Exclusives
The endless rebuild: Every Manchester United ‘project’ since 2013, ranked
Since Sir Alex Ferguson retired in 2013, Manchester United, the former gold standard of English football, have lived in a constant loop of reinvention.
Each manager arrived with a plan, a philosophy, or a “project”… and each one left with the same conclusion: rebuilding Manchester United is one of the hardest jobs in world football.
David Moyes only spent one year at Old Trafford, so we are not classifying that as a ‘project’.
6. Ralf Rangnick: the six-month reset that never happened
Rangnick arrived as the “godfather of gegenpressing,” promising structure, pressing, and long-term planning.
Instead, United produced some of their most chaotic performances in years. The training methods didn’t stick, the players didn’t buy in, and the football was shapeless.
His biggest contribution? Probably his brutal honesty, calling for “open-heart surgery” on live TV. The reset never arrived, but his diagnosis remains relevant even now.
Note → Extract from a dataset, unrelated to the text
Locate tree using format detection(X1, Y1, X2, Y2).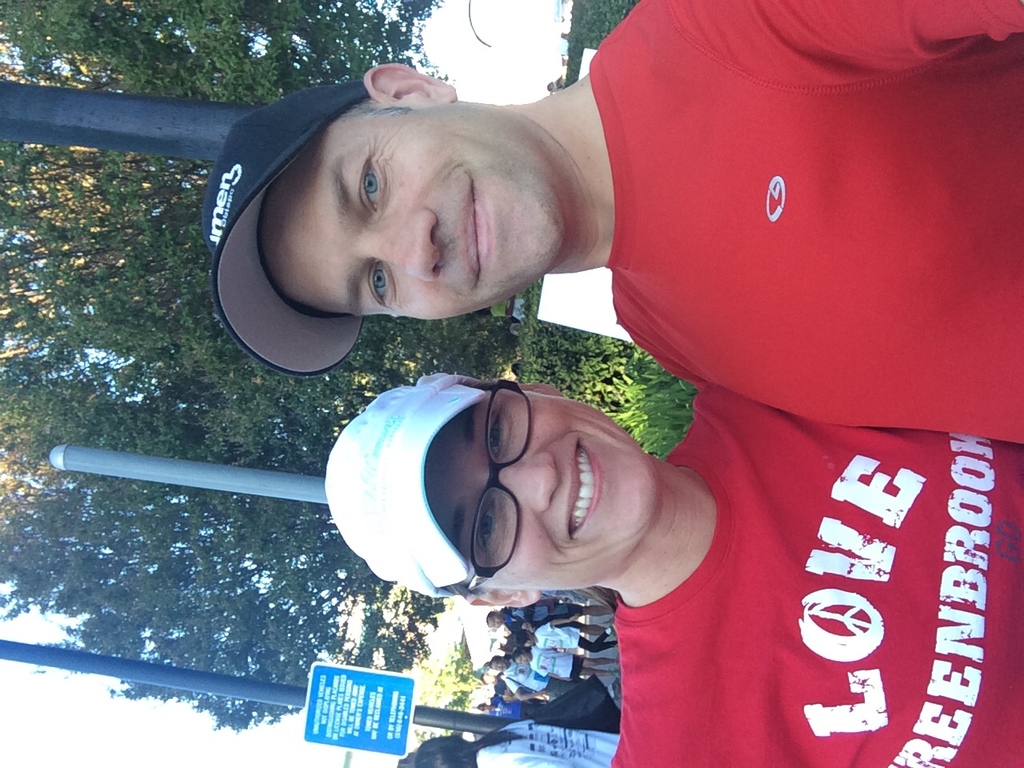
detection(0, 0, 523, 716).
5. Erik ten Hag: the structure that cracked
Ten Hag arrived with a defined philosophy, disciplinarian approach, and Champions League pedigree. His first season looked like genuine progress: a cup win, top-four finish, and the beginnings of a style and the promise of an identity.

Then it collapsed.
Injuries, recruitment conflicts, tactical rigidity, and a dressing room full of incompatible personalities derailed everything.
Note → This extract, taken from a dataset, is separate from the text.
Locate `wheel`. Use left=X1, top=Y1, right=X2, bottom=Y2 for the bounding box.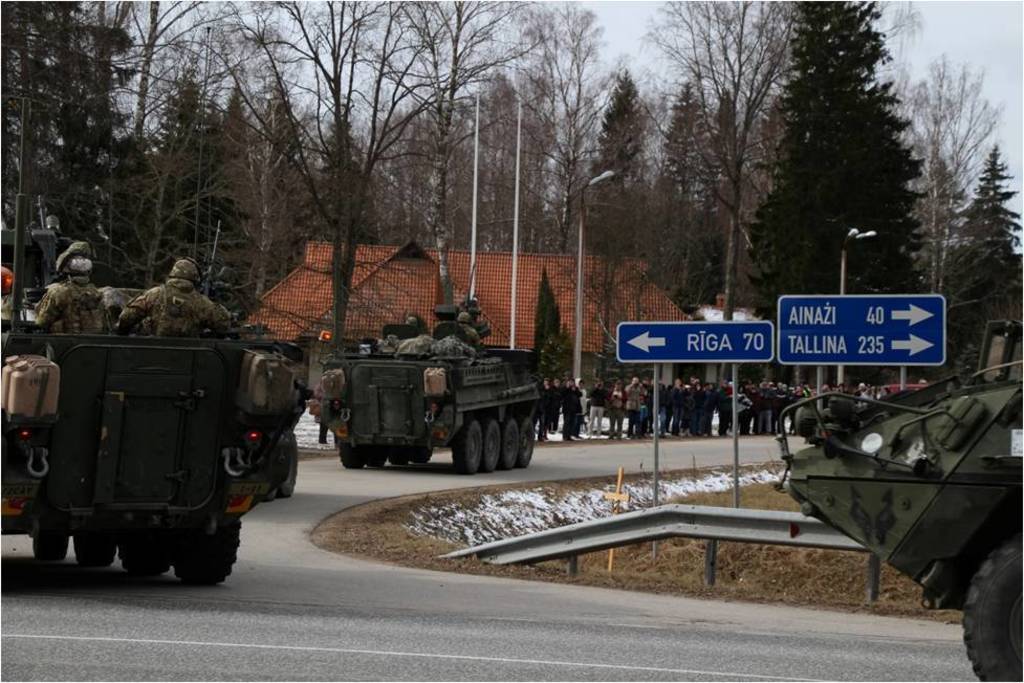
left=412, top=435, right=437, bottom=468.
Ten Hag tried to impose Ajax principles on a squad that couldn’t, or wouldn’t, deliver. It was a project that promised control but ended in chaos.
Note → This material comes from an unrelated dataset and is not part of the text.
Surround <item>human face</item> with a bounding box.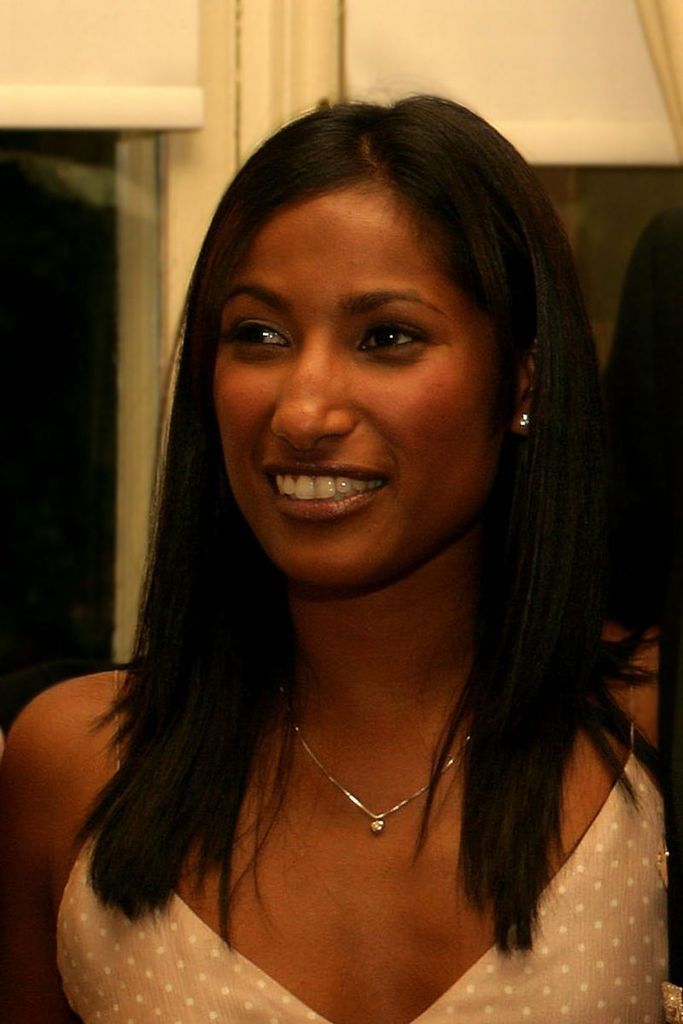
select_region(218, 196, 493, 583).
4. Louis van Gaal: principles without product
A rigid, ideology-driven rebuild. Van Gaal gave United tactical identity, academy pathways, and structure but at the cost of entertainment.
His United side controlled games but rarely threatened, often producing 70% possession and zero shots of note. As per The Guardian, there was a lot of misunderstanding among players about what van Gaal wanted his side to do.
Still, he revived the youth system, won an FA Cup, and left behind a framework others could have built on. Sadly, it wasn’t used.
3. Ruben Amorim: the modern reset
The Amorim era has not been great, mixed results, an extremely poor start with perhaps one of the worst ever seasons that Manchester United has ever experienced.
However, recent results have suggested that United are showing promise. For Amorim, the idea was gutting out the issues, which meant getting rid of some big name superstars.
Then, replacing them with quality players, and one would argue that the likes of Bryan Mbeumo, Matheus Cunha, and Benjamin Sesko are definitely quality.

Yet, it’s hard to say if Amorim is the truth for Old Trafford because that club has seen many false dawns over the course of the last decade and more.
2. Ole Gunnar Solskjaer: the era of good vibes
There is no denying that Solskjaer lacked the tactical insight to challenge the likes of Pep Guardiola and Jurgen Klopp.
Then again, few managers can rival some of the biggest names in world football.
Solskjaer succeeded in connecting United with their roots. He brought back heritage and tradition, improved the mood and some major results, followed, as well. Everyone remembers PSG away, don’t they?

But tactically United stalled. The squad lacked balance, the football became predictable, and the dressing room split.
1. Jose Mourinho: short-term success but major long-term damage
Unarguably, Jose Mourinho’s tenure at Old Trafford was the most successful post-Fergie era.
Mourinho delivered trophies, identity, and ruthlessness. United were pragmatic but effective, winning the Europa League and finishing second behind a record-breaking City.
But it was unsustainable. Like most Mourinho teams.
Tension with key players, constant internal battles, and a toxic atmosphere ended the project prematurely. Mourinho, as always, delivered, but only in the short term, leaving the club in flames.